2006
The Source
April 2006


“The Source,” New Era, Apr. 2006, 37

The Source

Finding cool water on a hot day taught me how to seek the Savior’s refreshment for the thirsty soul.

I grew up on a small farm in southwest Utah. To escape the heat, our family would sometimes drive up a nearby canyon where a creek flowed year round. I can still feel the dry desert air blowing in my face in the backseat of the car. As we entered the canyon, the air became cooler and more fragrant.

My favorite place to go was the Big Spring, the major source of the creek. At the base of an almost vertical canyon wall, a steady stream of clear, cool, sweet water burst from a cleft in a large boulder.

I learned how to get a drink by watching my father kneel on a large, flat rock and scoop water from the spring. He would never drink downstream, where the water had been fouled by surface runoff. Near the source, the water would always be pure and clear.

Sometimes when I’m thinking of Christ, I think of that spring. The Lord declared to Jeremiah that He is “the fountain of living waters” (Jer. 2:13). Through His Atonement and Resurrection, Jesus Christ is the source of eternal life. Anyone who has come to Christ thirsting for divine truth knows the refreshment that comes as His Spirit fills the mind and heart. When we immerse ourselves in the scriptures, the testimony and doctrines of Christ flow into us like living water, refreshing our souls and renewing our strength.

This refreshment is lasting. To the Samaritan woman at Jacob’s well, the Savior promised: “Whosoever drinketh of this water shall thirst again: But whosoever drinketh of the water that I shall give him shall never thirst; but the water that I shall give him shall be in him a well of water springing up into everlasting life” (John 4:13–14).

As a young boy I learned the difference between the common, muddy water that flowed past my home and the pure, clear water from the stream in the canyon. To obtain the pure water, I had to climb to higher ground. I had to walk the narrow path, and I had to kneel. The pure, clear, sweet water came only at the source of the spring, and it was constant.

We can drink of the living water only as we come out of the world, as we walk the strait and narrow path, as we kneel in prayer, and as we immerse ourselves in the scriptures that witness of the living Savior. As we do so, the Lord will fulfill His promise that within us will be “a well of water springing up into everlasting life.”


Your instructions:
The copy should run from the line containing "Establish where tire is." through the last line of the entries below, exactly as written, with pictures omitted.

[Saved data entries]
● ● ● ●

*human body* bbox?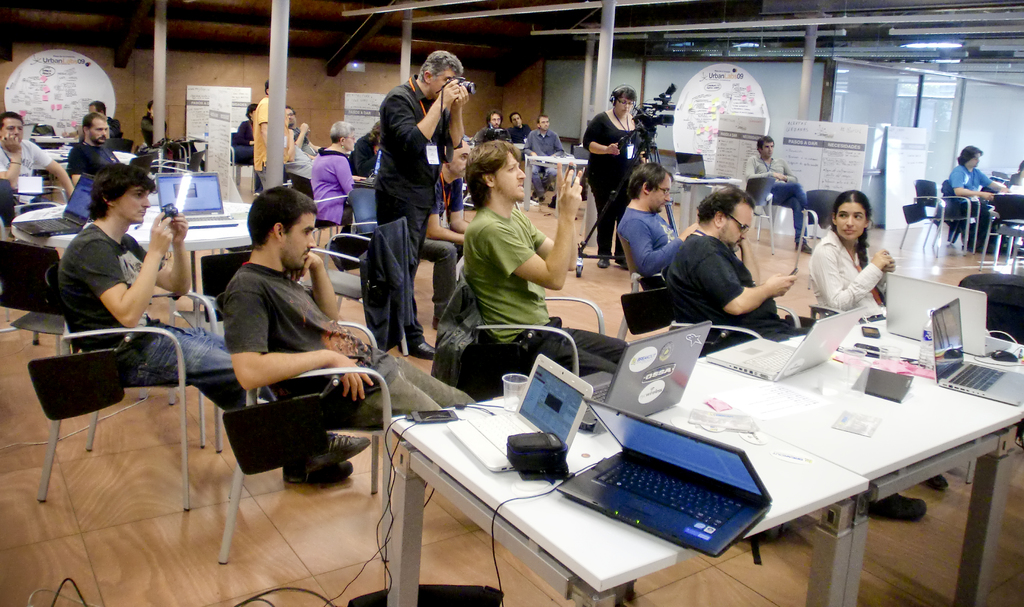
743,136,811,254
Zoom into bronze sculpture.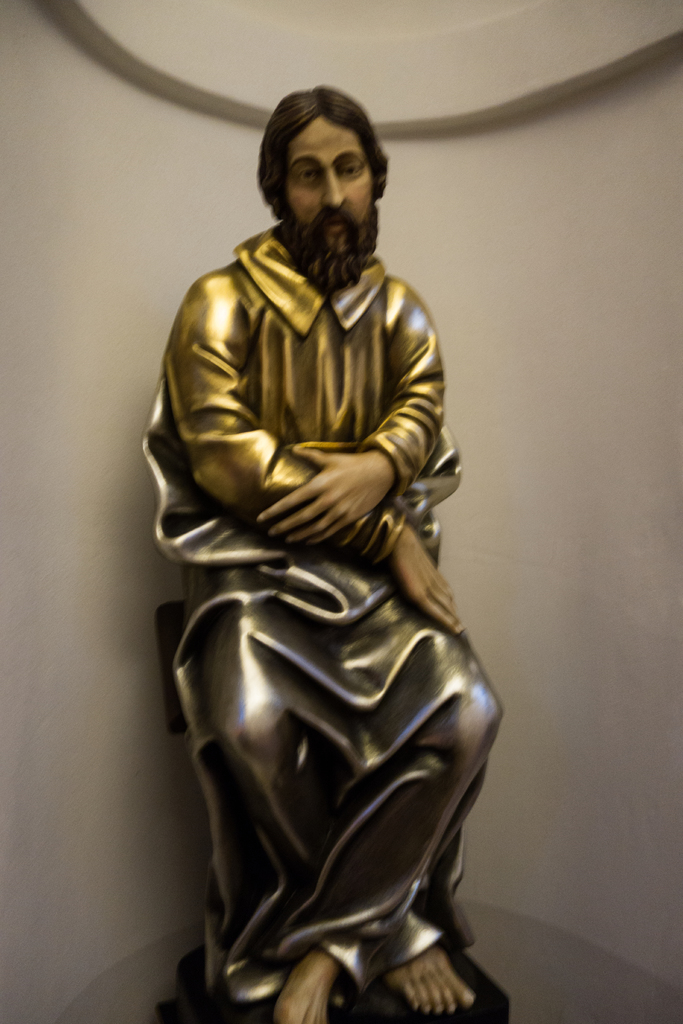
Zoom target: {"left": 193, "top": 70, "right": 499, "bottom": 1023}.
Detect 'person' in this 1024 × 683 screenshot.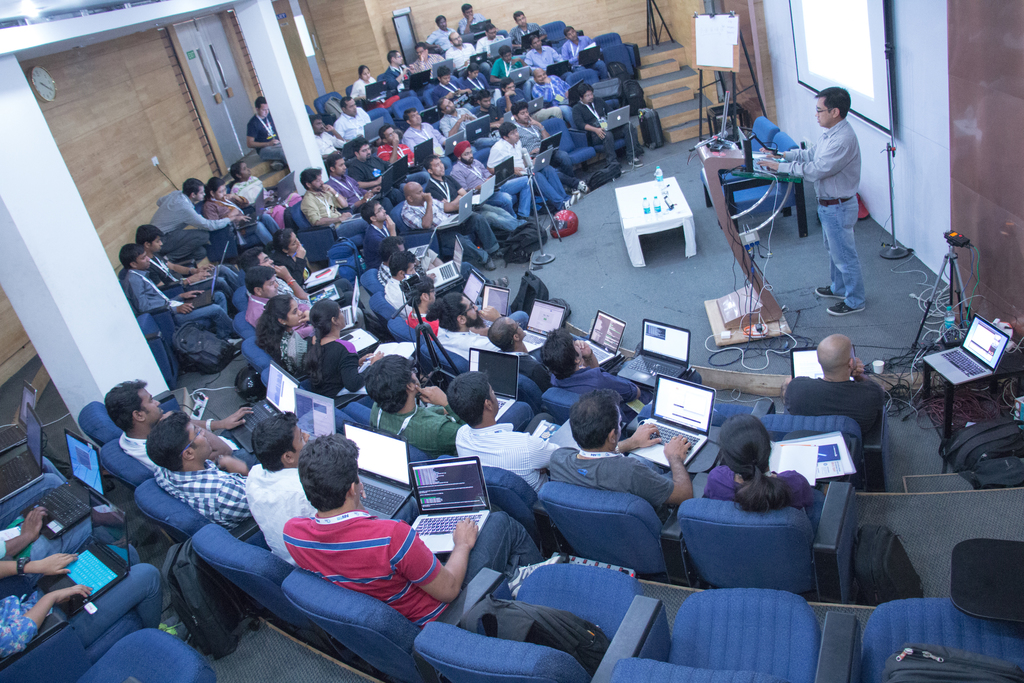
Detection: [282, 431, 549, 637].
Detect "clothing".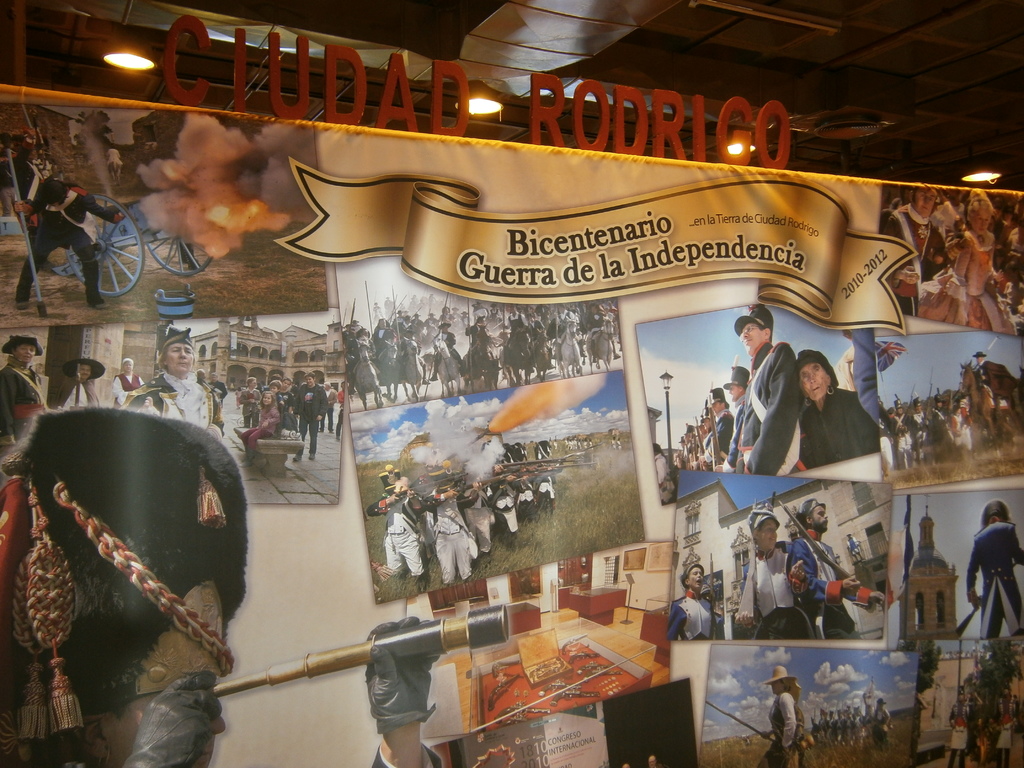
Detected at 334,388,341,438.
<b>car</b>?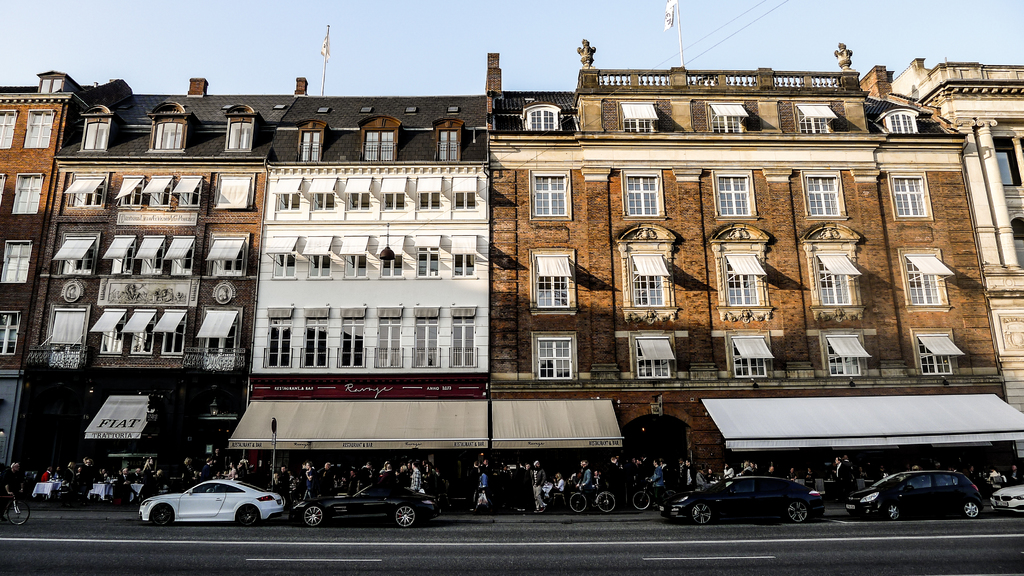
bbox=(991, 487, 1023, 515)
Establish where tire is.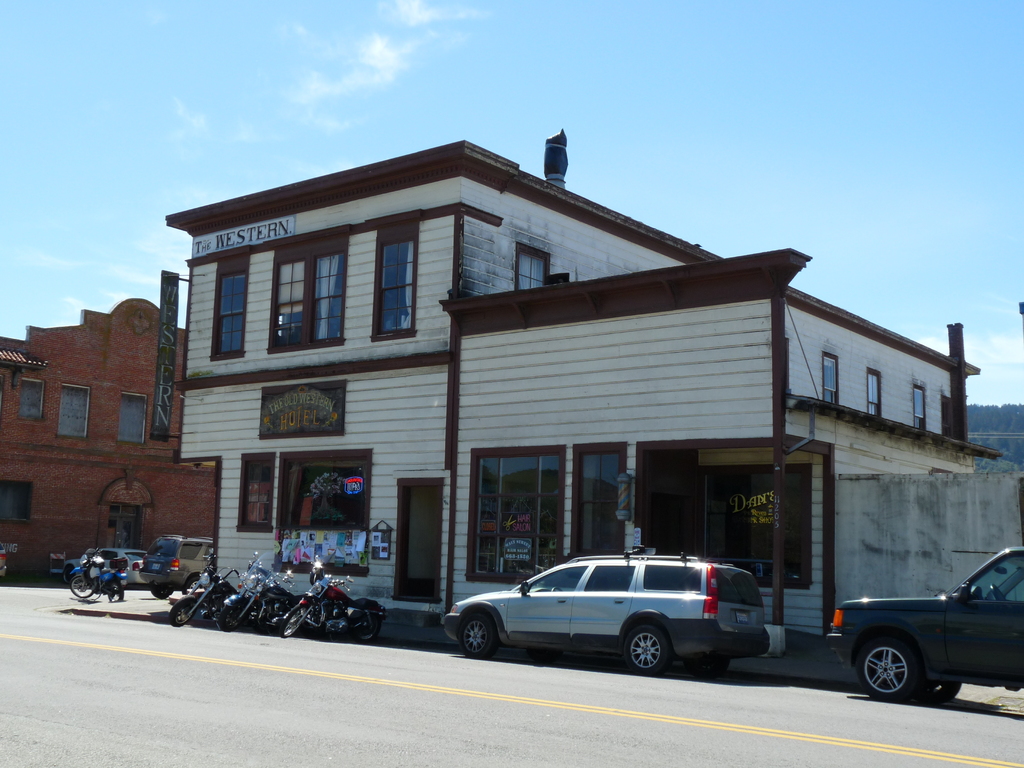
Established at box=[108, 580, 124, 602].
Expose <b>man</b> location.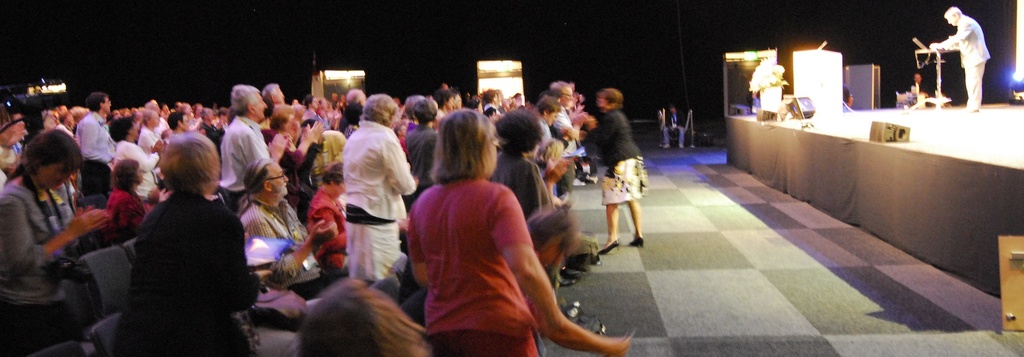
Exposed at bbox=(548, 80, 575, 196).
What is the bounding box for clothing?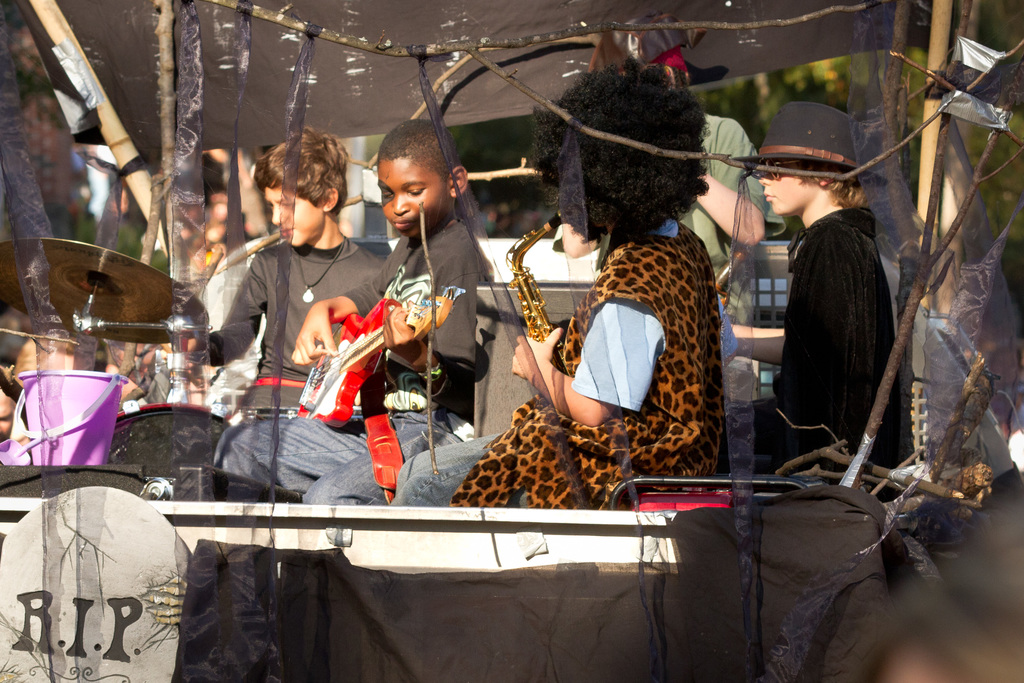
rect(404, 210, 730, 515).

● ● ● ●

Completed task:
Establish where tire is.
Established at box=[108, 580, 124, 602].
Expose <b>man</b> location.
Exposed at bbox=(548, 80, 575, 196).
What is the bounding box for clothing?
rect(404, 210, 730, 515).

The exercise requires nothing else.